Now, there are definitely some downsides to the German model; I don’t want to claim it’s Utopian. But it is possible to have dense population clusters that eliminate sprawl and encourage less driving, even make it possible to do many things on foot.
I work in Finance for a supermarket company. A big part of my job is evaluating new sites for our stores. It is almost always much more expensive to put our stores onto existing sites in built up areas, than to build in new sites in the suburbs. Like 20-30% more expensive. The city governments have a totally different approach to development than the suburban ones do. They may pay lip service to having a supermarket open in the city to serve an underserved population, but once you go to build there, everyone has their hand out. We spend millions of dollars on stuff that has nothing to do with building or operating the store. If you don’t use a general contractor who is “in” with the local authorities, you can forget about getting the permits and inspections. Plus everyone has “suggestions” about who you should hire for everything, both during the construction phase and after the store opened.
As an example we abandoned a site in a major east coast city, when we found that as the price for building the store, the city wanted us to renovate a decrepit adjoining park, pay to upgrade parts of the water and sewer system, and pay for roadwork to widen the road so that the traffic going into and out of our store wouldn’t impact traffic on the street. And this was to go into a site where another supermarket had been a few years earlier. Wonder why they left in the first place?
In the suburbs the county governments are actively courting us to build more stores. All the infrastructure is provided, and you might even get a tax holiday for a few years.
You are never going to get rid of suburban sprawl simply because most people like having a house and a yard. And if they can afford it, whose to say they can’t live there?
That said, many cities could do a better of managing their existing infrastructure so it doesn’t turn into abandoned “greyfield” space.
Flint, MIis actually demolishing large swaths of city that are no longer sustainable and Detroit is basically allowing nature to retake many parts of that city.
The city of Hoboken, NJ has about the same population but it is compacted into about one square mile. There are no houses. It’s all multi family walk-ups and luxury appartment towers. There is a major rail hub and bus, subway (PATH) and ferry service to Manhattan, Newark, Jersey City and the surrounding area.

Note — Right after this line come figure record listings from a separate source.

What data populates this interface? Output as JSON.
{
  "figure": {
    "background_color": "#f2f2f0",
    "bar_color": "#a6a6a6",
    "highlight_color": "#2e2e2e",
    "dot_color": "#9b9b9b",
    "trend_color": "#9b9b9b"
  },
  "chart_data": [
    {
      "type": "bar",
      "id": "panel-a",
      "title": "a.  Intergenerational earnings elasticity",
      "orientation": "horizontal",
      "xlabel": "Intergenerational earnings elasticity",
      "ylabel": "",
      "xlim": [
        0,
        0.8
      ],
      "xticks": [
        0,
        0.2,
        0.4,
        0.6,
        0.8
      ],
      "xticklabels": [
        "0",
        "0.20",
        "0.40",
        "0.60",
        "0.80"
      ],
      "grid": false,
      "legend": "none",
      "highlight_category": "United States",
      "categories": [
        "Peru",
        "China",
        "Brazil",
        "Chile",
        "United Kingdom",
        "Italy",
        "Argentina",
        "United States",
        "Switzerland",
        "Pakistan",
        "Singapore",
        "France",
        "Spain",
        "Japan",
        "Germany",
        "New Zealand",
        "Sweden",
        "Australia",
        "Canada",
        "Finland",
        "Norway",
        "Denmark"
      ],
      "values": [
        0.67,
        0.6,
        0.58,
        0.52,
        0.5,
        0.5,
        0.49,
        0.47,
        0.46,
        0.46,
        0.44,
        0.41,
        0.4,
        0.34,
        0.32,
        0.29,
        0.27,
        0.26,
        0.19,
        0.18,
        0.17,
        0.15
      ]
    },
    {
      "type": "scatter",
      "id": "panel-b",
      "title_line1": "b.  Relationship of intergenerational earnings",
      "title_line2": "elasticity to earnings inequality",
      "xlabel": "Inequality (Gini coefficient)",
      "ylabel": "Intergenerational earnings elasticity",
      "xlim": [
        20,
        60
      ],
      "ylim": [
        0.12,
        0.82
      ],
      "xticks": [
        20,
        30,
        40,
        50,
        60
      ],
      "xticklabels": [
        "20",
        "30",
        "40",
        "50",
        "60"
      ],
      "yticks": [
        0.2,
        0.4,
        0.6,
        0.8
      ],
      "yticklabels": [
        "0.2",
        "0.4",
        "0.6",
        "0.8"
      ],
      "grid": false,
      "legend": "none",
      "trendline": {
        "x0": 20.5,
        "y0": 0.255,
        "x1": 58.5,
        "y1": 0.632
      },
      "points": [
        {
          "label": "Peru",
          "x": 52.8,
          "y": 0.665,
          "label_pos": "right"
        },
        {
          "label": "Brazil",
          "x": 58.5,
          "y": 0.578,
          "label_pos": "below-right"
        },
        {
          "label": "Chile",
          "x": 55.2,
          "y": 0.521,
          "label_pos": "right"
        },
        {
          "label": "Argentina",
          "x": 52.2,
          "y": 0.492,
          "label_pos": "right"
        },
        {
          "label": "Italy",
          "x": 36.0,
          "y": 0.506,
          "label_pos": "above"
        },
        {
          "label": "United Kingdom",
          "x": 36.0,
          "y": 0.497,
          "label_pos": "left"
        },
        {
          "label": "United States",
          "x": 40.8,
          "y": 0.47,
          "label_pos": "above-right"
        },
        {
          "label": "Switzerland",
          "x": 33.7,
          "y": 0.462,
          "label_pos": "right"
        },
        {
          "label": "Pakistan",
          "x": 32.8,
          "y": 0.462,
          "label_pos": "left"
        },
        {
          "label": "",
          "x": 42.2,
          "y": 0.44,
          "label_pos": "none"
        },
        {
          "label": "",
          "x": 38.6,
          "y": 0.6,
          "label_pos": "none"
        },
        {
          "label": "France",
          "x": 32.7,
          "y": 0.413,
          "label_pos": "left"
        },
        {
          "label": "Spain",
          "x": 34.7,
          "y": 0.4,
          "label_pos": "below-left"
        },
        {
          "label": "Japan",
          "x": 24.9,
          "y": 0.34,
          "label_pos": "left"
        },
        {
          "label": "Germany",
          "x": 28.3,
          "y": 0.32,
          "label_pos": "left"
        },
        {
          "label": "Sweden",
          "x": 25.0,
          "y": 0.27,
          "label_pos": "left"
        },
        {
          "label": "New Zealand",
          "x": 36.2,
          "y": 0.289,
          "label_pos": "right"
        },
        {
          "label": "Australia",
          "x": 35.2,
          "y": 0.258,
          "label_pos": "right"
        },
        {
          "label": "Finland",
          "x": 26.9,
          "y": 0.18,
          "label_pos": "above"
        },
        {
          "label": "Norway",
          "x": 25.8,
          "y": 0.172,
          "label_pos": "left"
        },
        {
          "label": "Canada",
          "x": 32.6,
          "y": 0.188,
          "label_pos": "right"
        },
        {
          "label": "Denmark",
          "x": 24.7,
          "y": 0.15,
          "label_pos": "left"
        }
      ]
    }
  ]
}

The first step to getting sprawl under control is simple (not easy, but simple): Political consolidation of the suburbs with the cities. Suburbanites should not be allowed to lived next door to a city and enjoy all the advantages of that while being beyond the reach of city taxing authorities. If annexed, they also have a vote in the city government. And a consolidated metro government can plan future growth – and mass-transit systems – more effectively.